4.1. They Gave Us the Questions of the Final Exam Beforehand.

No one likes final exams. And even less if it is at the moment when we are ending our days on this world. The good news is that they gave us the questions in advance. God does not like to surprise us. This Talmudic passage marks the parameters under which our lives are to be judged at the entrance to eternity. «Raba said: After leaving this world, when a person is brought to trial for the life he lived in it, he is asked in the order of this verse:

Did you conduct yourself honestly in your business?

Did you designate time on a regular basis to study the Torah?

Were you involved in raising children?

Did you work to improve the world?”                    Talmud, Shabbat 31a.

The first thing we are asked highlights the fact that the questions were not: “Do you believe in God?” or,” Did you fast on Yom Kippur?” The question was: “Were you honest?” Many relate being a good Jew only with the observance of mitzvoth, especially those that are highly visible, for example, to keep the Shabbat, to eat kosher or to put on tefillin in the morning.

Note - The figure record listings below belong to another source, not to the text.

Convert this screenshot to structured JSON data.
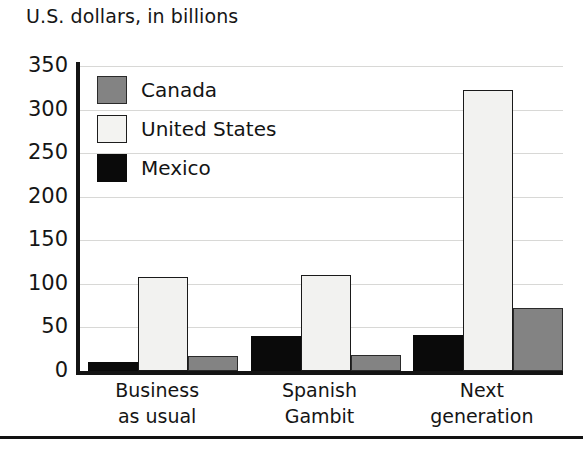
{
  "chart_data": {
    "type": "bar",
    "title": "U.S. dollars, in billions",
    "xlabel": "",
    "ylabel": "",
    "ylim": [
      0,
      350
    ],
    "yticks": [
      0,
      50,
      100,
      150,
      200,
      250,
      300,
      350
    ],
    "grid": true,
    "legend_position": "top-left",
    "categories": [
      "Business as usual",
      "Spanish Gambit",
      "Next generation"
    ],
    "category_lines": [
      [
        "Business",
        "as usual"
      ],
      [
        "Spanish",
        "Gambit"
      ],
      [
        "Next",
        "generation"
      ]
    ],
    "series": [
      {
        "name": "Mexico",
        "color": "#0a0a0a",
        "values": [
          10,
          40,
          41
        ]
      },
      {
        "name": "United States",
        "color": "#f2f2f0",
        "values": [
          108,
          110,
          322
        ]
      },
      {
        "name": "Canada",
        "color": "#838383",
        "values": [
          17,
          18,
          72
        ]
      }
    ],
    "legend_order": [
      "Canada",
      "United States",
      "Mexico"
    ],
    "bar_draw_order": [
      "Mexico",
      "United States",
      "Canada"
    ]
  },
  "legend": {
    "items": [
      {
        "label": "Canada",
        "swatch": "canada"
      },
      {
        "label": "United States",
        "swatch": "united-states"
      },
      {
        "label": "Mexico",
        "swatch": "mexico"
      }
    ]
  }
}
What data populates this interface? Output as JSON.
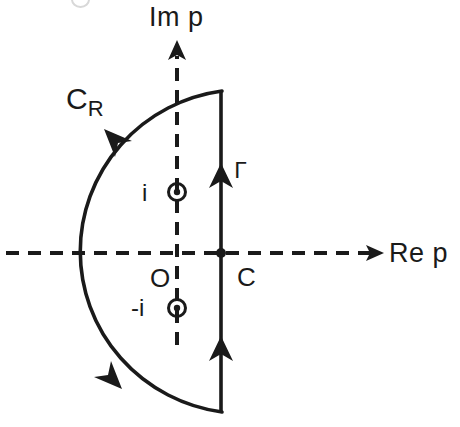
{
  "figure": {
    "background_color": "#ffffff",
    "line_color": "#1a1a1a",
    "width": 460,
    "height": 427
  },
  "axes": {
    "imaginary": {
      "label": "Im p",
      "style": "dashed",
      "orientation": "vertical",
      "x": 177,
      "y_top": 43,
      "y_bottom": 345,
      "arrow": "up"
    },
    "real": {
      "label": "Re p",
      "style": "dashed",
      "orientation": "horizontal",
      "y": 253,
      "x_left": 6,
      "x_right": 382,
      "arrow": "right"
    }
  },
  "contour": {
    "arc": {
      "label": "C",
      "subscript": "R",
      "center_x": 221,
      "center_y": 253,
      "radius": 163,
      "style": "solid",
      "direction": "clockwise-from-top",
      "arrowheads": 2
    },
    "vertical_line": {
      "label": "Γ",
      "x": 221,
      "y_top": 91,
      "y_bottom": 412,
      "style": "solid",
      "direction": "upward",
      "arrowheads": 2
    }
  },
  "points": [
    {
      "name": "pole-upper",
      "label": "i",
      "marker": "circled-dot",
      "x": 177,
      "y": 192
    },
    {
      "name": "pole-lower",
      "label": "-i",
      "marker": "circled-dot",
      "x": 177,
      "y": 308
    },
    {
      "name": "origin",
      "label": "O",
      "marker": "none",
      "x": 177,
      "y": 253
    },
    {
      "name": "abscissa",
      "label": "C",
      "marker": "filled-dot",
      "x": 221,
      "y": 253
    }
  ]
}
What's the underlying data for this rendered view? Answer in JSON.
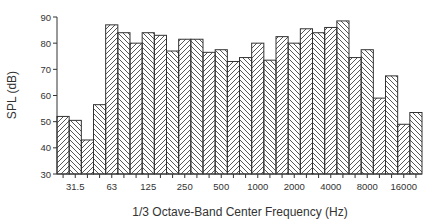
{
  "chart_data": {
    "type": "bar",
    "title": "",
    "xlabel": "1/3 Octave-Band Center Frequency (Hz)",
    "ylabel": "SPL (dB)",
    "ylim": [
      30,
      90
    ],
    "yticks": [
      30,
      40,
      50,
      60,
      70,
      80,
      90
    ],
    "grid": false,
    "legend": null,
    "categories": [
      "25",
      "31.5",
      "40",
      "50",
      "63",
      "80",
      "100",
      "125",
      "160",
      "200",
      "250",
      "315",
      "400",
      "500",
      "630",
      "800",
      "1000",
      "1250",
      "1600",
      "2000",
      "2500",
      "3150",
      "4000",
      "5000",
      "6300",
      "8000",
      "10000",
      "12500",
      "16000",
      "20000"
    ],
    "xtick_labels": [
      "31.5",
      "63",
      "125",
      "250",
      "500",
      "1000",
      "2000",
      "4000",
      "8000",
      "16000"
    ],
    "xtick_label_bar_indices": [
      1,
      4,
      7,
      10,
      13,
      16,
      19,
      22,
      25,
      28
    ],
    "values": [
      52,
      50.5,
      43,
      56.5,
      87,
      84,
      80,
      84,
      83,
      77,
      81.5,
      81.5,
      76.5,
      77.5,
      73,
      74.5,
      80,
      73.5,
      82.5,
      80,
      85.5,
      84,
      86,
      88.5,
      74.5,
      77.5,
      59,
      67.5,
      49,
      53.5
    ],
    "bar_fill": "hatched"
  }
}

For many, these mitzvoth are enough to consider someone as a good Jew or not. But being honest in business is something that cannot be seen by the naked eye. The main point of this passage from the Talmud is that it puts ethics at the center of Judaism. God’s first concern is not whether the person believes in Him or whether he scrupulously takes care not to eat chametz on Passover. He is more concerned with whether the person was “a mensch,” an honorable human being.

The second question deals with studying the Torah, specially the commandments, the mitzvoth, that define how a person must behave with his neighbor and that are the foundation of Jewish ethics. That is why it is so important to study Torah. The Torah teaches us how to be ethical and how to behave as a member of a social group, in particular the Jewish people. But studying the Torah is more than memorizing the mitzvoth, it is, ultimately, understanding human nature, especially understanding yourself. Not studying Torah means not developing your own self and not growing intellectually and spiritually, not doing it, is like having wasted your life.

The third question concerns our children. I.L.Peretz, the great Jewish writer, said: «Children constitute the eternity of man.» Raising children is the way to pass our values and our hopes for a better world to the next generations.

The fourth question is working to try to redeem our world. It is the vision that the Jewish people are an integral part of all humanity and that seeking «Tikun Olam», repairing the world, to the extent of the potential of each person, is an obligation for all. Rabbi Tarfon says in Pirkei Avot: «You are not obliged to complete the entire work, but you are also not free to give up on it.»

In brief, your answers to the four questions portray your actions towards your neighbor, yourself, your family and the world. We are given the questions in advance, so that we can answer them in the best possible way, before taking the exam.

By Marcos Gojman.

Bibliography: Joseph Telushkin «Jewish Wisdom», Benjamin Blech «Understanding Judaism».